Even a routine 16 times multiple puts the stock at $102 or 167% from today’s price. In a best-case scenario where the current bear market gives way to a bull market, the stock could fetch 20 times (similar to competitor Kimberly-Clark (KMB), today) multiple or $127 per share – a 234% return. However, neither of these scenarios fully showcases the long-term effect of intelligent capital allocation.

For perspective, let’s say Clearwater generates $100 million in free cash flow (less than the average of the last two years) per year. It could use the cash to eliminate its debt in less than six years. That would save the company ~$34 million per year in cash interest payments, which adds another $2.03 per share ($34m / 16.7m shares). If the company repurchased shares at an average price of $60 (up 50% from today) with $100 million in cash flow over six years, it would extinguish 10 million shares, leaving 6.5 million outstanding. That would boost $6.37 in cash flow per share to $15.38 ($100m CF / 6.5m shares). The company will likely deploy a combination of the two or M&A, but all these scenarios are incredibly favorable for shareholders.

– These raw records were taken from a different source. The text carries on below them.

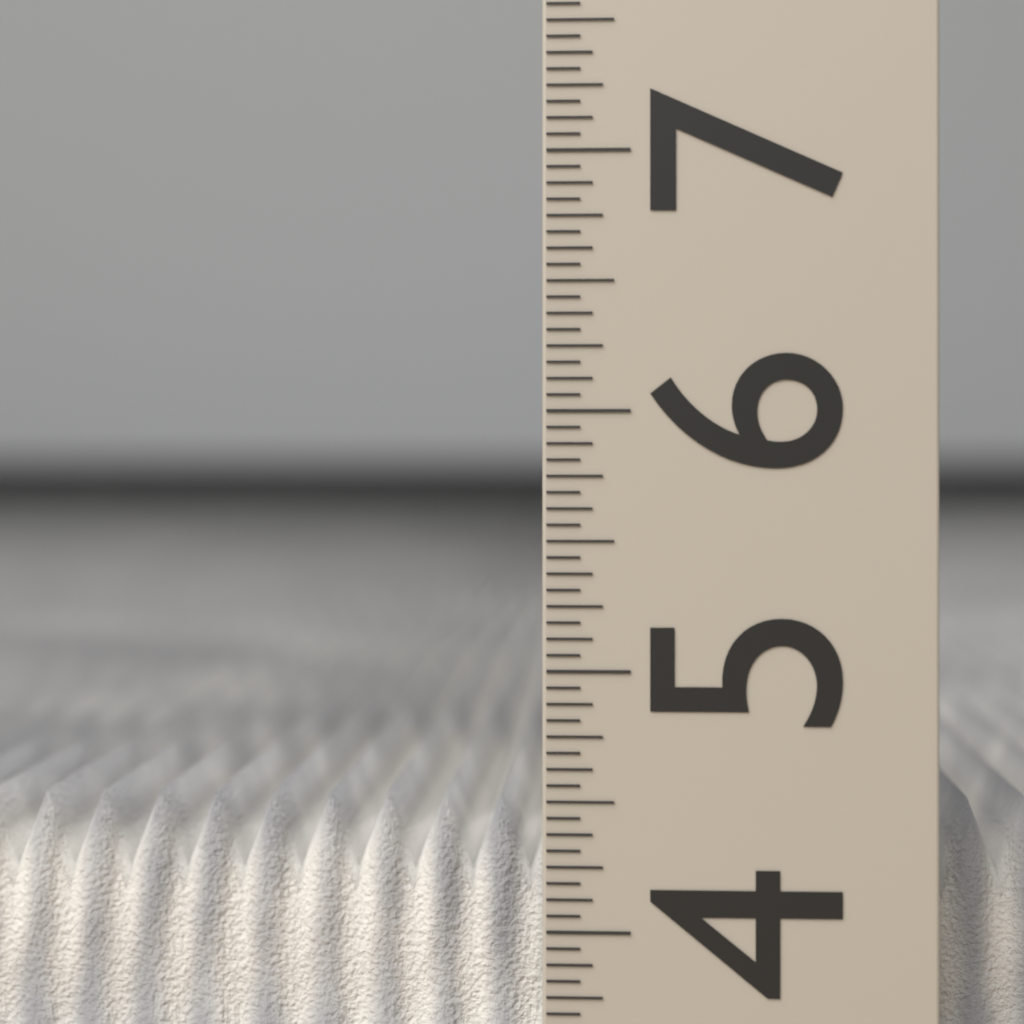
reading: 4.4375 (no unit)
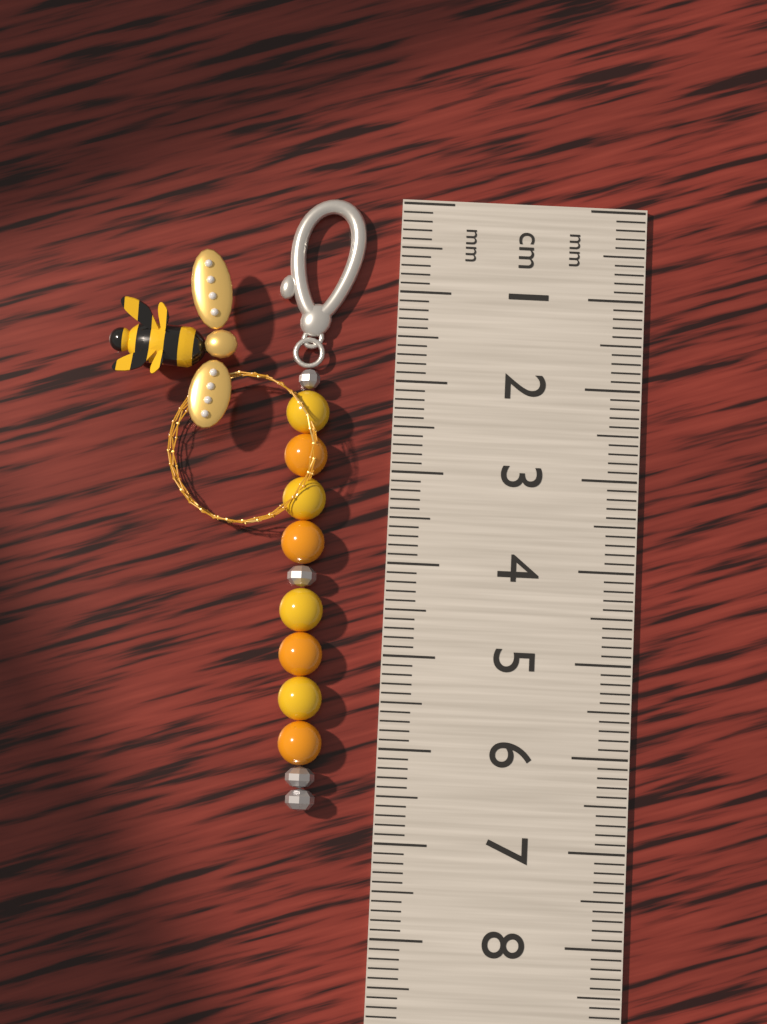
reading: 6.7 cm
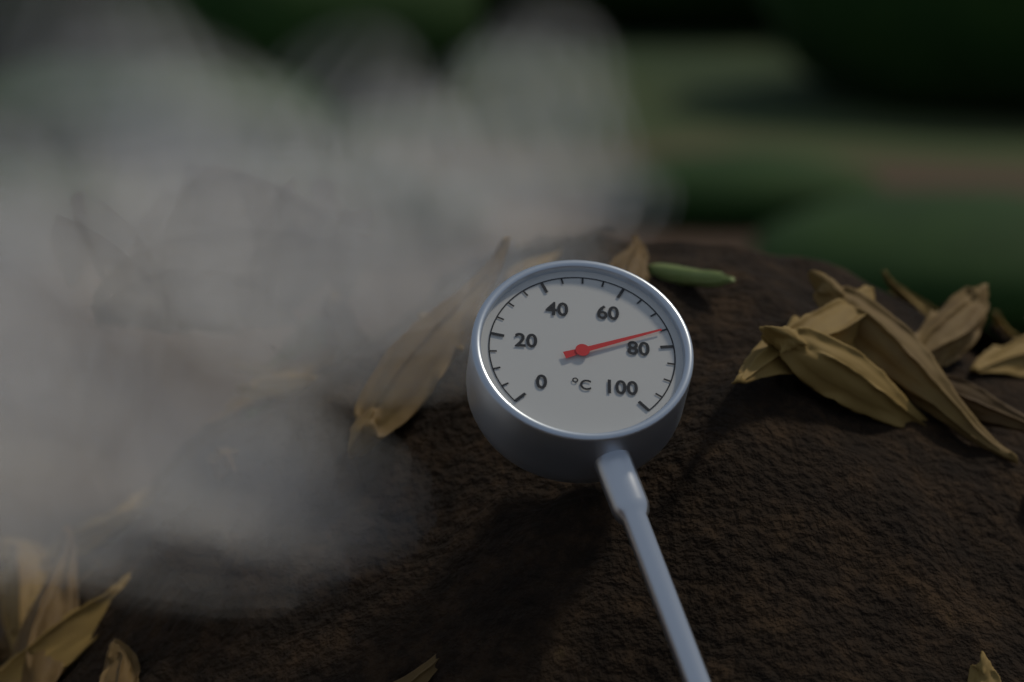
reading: 75 °C
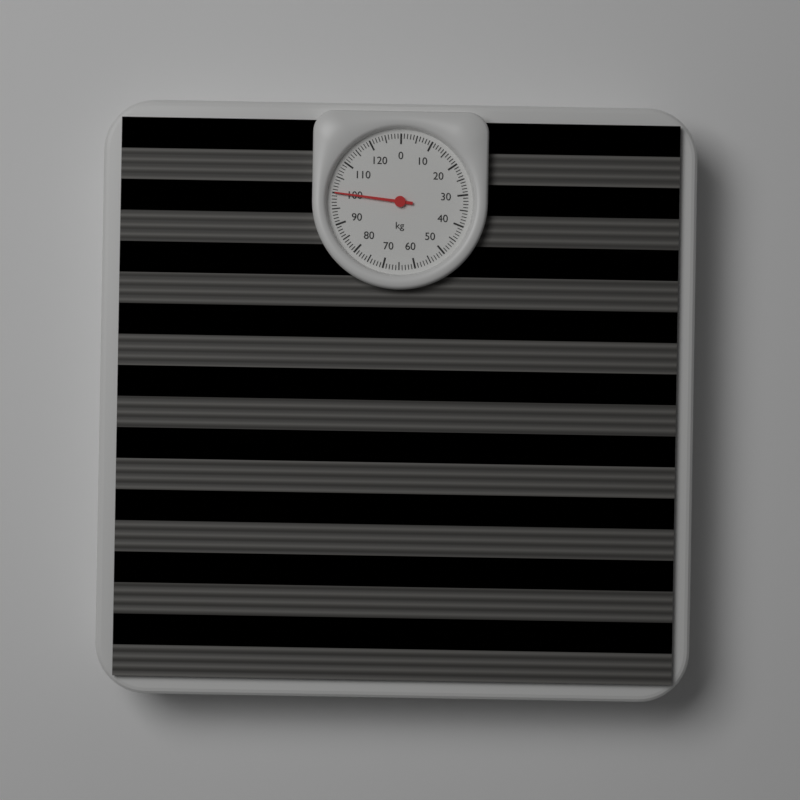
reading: 100 kg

Though Clearwater stock has outperformed the market this year, it’s not too late to buy the stock. As the company continues to create value by investing its newfound free cash flow to benefit shareholders, the multiple should vault to a much more respectable valuation over time. Though their friends might not be impressed when they tell them they bought a toilet paper stock, buy-and-hold value investors should see the stock as a slam dunk.